AssetCore enforces atomicity through an undo log:
- L3 records undo steps during execution (reverse operations for each state change)
- Failures trigger rollback of all changes (replay undo log in reverse, restoring exact prior state)
- No partial commits are visible (queries never see intermediate states)
The error response tells you WHICH operation failed and why, but the state remains clean. What you gain: confidence that failed transactions leave no trace, no need for manual cleanup after failures, internal consistency is a guarantee not a best-effort. What you give up: you can’t “commit what succeeded and skip what failed”—if any operation fails, the entire transaction rolls back. That’s not a bug, it’s the design. If you need partial progress, break the transaction into smaller commits with explicit checkpoints.
Crash Safety
With a durable commit log backend, the system recovers correctly from crashes, with no data loss and no manual intervention. This is what makes AssetCore safe to run in production.
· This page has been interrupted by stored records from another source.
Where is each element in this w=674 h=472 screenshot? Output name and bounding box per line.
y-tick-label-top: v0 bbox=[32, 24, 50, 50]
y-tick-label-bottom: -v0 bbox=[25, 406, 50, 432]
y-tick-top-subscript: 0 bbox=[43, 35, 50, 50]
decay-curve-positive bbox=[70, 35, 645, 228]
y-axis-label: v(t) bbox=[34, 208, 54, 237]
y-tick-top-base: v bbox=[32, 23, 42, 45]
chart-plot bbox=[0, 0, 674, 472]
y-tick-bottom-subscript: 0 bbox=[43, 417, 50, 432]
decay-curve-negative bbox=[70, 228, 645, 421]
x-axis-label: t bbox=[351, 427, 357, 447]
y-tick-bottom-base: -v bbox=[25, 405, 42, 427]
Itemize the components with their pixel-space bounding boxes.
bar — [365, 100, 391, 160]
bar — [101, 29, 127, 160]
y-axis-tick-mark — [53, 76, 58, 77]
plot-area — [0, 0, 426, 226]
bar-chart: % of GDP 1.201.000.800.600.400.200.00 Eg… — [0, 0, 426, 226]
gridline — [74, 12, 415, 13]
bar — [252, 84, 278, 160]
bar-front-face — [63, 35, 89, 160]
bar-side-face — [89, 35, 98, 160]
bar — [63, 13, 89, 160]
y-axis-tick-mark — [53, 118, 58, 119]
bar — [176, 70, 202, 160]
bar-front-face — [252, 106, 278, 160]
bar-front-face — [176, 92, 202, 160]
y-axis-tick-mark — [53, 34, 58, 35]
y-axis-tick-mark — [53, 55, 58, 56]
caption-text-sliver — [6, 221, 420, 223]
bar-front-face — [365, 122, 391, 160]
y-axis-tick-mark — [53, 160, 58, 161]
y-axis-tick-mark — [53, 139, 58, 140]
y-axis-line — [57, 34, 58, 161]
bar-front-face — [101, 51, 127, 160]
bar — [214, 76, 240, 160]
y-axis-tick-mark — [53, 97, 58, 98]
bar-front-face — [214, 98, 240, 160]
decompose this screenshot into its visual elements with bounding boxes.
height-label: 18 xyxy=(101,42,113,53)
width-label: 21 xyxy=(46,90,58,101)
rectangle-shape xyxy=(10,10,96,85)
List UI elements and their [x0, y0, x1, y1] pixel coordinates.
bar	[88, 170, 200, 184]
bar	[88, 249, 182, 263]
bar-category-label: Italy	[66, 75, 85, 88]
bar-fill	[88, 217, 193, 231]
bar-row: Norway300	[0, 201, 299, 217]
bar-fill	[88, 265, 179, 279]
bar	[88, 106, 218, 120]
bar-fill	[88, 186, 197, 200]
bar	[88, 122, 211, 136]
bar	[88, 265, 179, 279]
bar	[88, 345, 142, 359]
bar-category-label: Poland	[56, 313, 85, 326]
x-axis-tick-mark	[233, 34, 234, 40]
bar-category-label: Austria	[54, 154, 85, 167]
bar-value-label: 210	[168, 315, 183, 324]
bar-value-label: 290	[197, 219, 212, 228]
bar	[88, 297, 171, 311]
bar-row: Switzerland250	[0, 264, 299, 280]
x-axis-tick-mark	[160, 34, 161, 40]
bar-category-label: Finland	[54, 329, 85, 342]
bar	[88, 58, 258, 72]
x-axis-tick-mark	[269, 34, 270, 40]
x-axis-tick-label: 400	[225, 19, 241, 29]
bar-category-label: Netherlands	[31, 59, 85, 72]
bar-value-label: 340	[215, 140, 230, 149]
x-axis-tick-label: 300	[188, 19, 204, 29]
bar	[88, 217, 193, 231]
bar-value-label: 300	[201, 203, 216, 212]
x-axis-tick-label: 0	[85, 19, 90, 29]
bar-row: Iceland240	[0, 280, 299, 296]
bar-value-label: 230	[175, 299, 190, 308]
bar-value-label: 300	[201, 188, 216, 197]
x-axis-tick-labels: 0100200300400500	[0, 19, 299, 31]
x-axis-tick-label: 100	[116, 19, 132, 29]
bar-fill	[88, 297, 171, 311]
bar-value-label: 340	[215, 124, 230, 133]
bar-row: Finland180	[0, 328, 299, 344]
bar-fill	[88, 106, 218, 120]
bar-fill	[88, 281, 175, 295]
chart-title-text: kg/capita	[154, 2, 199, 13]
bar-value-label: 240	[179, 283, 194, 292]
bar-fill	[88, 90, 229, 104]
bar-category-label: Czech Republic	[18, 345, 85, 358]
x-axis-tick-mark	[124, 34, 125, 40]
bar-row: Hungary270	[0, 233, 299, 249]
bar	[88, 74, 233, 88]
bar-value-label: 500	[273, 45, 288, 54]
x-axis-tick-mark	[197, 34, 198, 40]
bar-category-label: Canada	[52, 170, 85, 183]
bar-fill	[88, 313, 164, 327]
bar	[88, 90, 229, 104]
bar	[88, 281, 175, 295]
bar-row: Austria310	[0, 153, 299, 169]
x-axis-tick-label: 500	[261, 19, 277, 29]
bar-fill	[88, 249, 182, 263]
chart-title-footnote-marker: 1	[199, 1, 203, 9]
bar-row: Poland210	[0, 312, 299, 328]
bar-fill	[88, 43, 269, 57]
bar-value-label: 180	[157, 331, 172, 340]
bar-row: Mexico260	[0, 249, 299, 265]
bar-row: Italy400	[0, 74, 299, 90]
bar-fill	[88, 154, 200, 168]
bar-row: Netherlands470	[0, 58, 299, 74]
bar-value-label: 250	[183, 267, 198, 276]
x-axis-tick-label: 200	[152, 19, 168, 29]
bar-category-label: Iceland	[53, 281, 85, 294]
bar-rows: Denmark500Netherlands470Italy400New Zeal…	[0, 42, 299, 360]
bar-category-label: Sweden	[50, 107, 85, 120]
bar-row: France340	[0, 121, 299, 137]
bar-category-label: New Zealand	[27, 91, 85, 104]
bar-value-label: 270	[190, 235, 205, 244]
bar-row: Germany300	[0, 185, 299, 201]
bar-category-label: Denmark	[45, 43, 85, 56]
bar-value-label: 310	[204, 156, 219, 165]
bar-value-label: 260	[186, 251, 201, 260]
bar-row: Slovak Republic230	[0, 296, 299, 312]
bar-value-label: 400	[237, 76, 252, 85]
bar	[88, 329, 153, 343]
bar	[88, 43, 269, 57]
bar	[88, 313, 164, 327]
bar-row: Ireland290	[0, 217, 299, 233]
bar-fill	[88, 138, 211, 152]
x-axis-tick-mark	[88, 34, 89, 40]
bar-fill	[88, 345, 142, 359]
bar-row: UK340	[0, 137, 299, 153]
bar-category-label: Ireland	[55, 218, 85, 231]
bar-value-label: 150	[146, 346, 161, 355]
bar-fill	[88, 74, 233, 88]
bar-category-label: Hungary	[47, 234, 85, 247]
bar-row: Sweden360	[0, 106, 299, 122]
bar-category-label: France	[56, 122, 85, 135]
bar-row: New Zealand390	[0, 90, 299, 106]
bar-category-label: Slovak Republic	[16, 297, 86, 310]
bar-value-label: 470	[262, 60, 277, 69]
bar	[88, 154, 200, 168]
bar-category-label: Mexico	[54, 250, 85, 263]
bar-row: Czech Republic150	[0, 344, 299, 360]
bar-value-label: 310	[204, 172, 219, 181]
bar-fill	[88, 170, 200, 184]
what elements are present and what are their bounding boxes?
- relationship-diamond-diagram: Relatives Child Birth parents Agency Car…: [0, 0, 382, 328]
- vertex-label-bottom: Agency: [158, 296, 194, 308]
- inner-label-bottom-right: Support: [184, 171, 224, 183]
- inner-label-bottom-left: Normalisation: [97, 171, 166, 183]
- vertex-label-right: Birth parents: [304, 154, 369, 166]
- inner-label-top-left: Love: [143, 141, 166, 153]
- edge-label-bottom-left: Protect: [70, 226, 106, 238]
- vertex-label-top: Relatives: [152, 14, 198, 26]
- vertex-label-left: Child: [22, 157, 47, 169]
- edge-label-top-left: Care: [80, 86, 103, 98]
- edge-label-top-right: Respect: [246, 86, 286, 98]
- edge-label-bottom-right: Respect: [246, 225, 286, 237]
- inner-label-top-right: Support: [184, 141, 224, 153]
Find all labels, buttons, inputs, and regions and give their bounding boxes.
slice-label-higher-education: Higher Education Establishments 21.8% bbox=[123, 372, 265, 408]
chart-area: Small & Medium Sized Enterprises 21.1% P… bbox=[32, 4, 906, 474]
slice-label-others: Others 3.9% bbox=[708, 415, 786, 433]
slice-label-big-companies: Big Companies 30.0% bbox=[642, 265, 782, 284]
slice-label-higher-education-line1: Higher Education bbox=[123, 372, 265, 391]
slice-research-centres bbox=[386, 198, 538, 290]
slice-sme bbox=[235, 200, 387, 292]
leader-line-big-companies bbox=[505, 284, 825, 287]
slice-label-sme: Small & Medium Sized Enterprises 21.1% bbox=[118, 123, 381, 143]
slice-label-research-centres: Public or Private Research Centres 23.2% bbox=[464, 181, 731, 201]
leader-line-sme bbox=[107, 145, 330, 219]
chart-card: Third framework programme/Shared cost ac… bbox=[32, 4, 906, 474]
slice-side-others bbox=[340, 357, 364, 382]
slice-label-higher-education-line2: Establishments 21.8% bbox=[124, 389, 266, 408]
Most systems require careful operational procedures after a crash: check for corrupted state, reconcile in-flight transactions, verify consistency between replicas, possibly restore from backup. These procedures are error-prone (humans miss steps) and time-consuming (recovery takes minutes to hours). Worse, some failures can’t be recovered from automatically—they require manual data fixes or accepting data loss.
AssetCore’s architecture makes crash recovery automatic and lossless when the commit log is durable:
- Commit log survives restarts when backed by durable storage
- Checkpoints record progress (snapshots of projection state at known log positions)
- Replay reconstructs any missing state (load checkpoint, replay from that position to log head)
After a crash, the write daemon resumes at the last checkpoint position and continues processing the log. Read daemons reload their checkpoints and replay forward. With a durable backend, no state is lost (the log has everything), no manual intervention is required (recovery is automatic), and no corruption is possible (replay is deterministic and idempotent). In in-memory modes, history is intentionally ephemeral and recovery is a clean restart. What you gain: operational simplicity, confidence in disaster recovery, no 3 AM pages to fix corrupted state. What you give up: recovery time scales with the number of events since the last checkpoint, but checkpoints are taken frequently (configurable, typically every few seconds).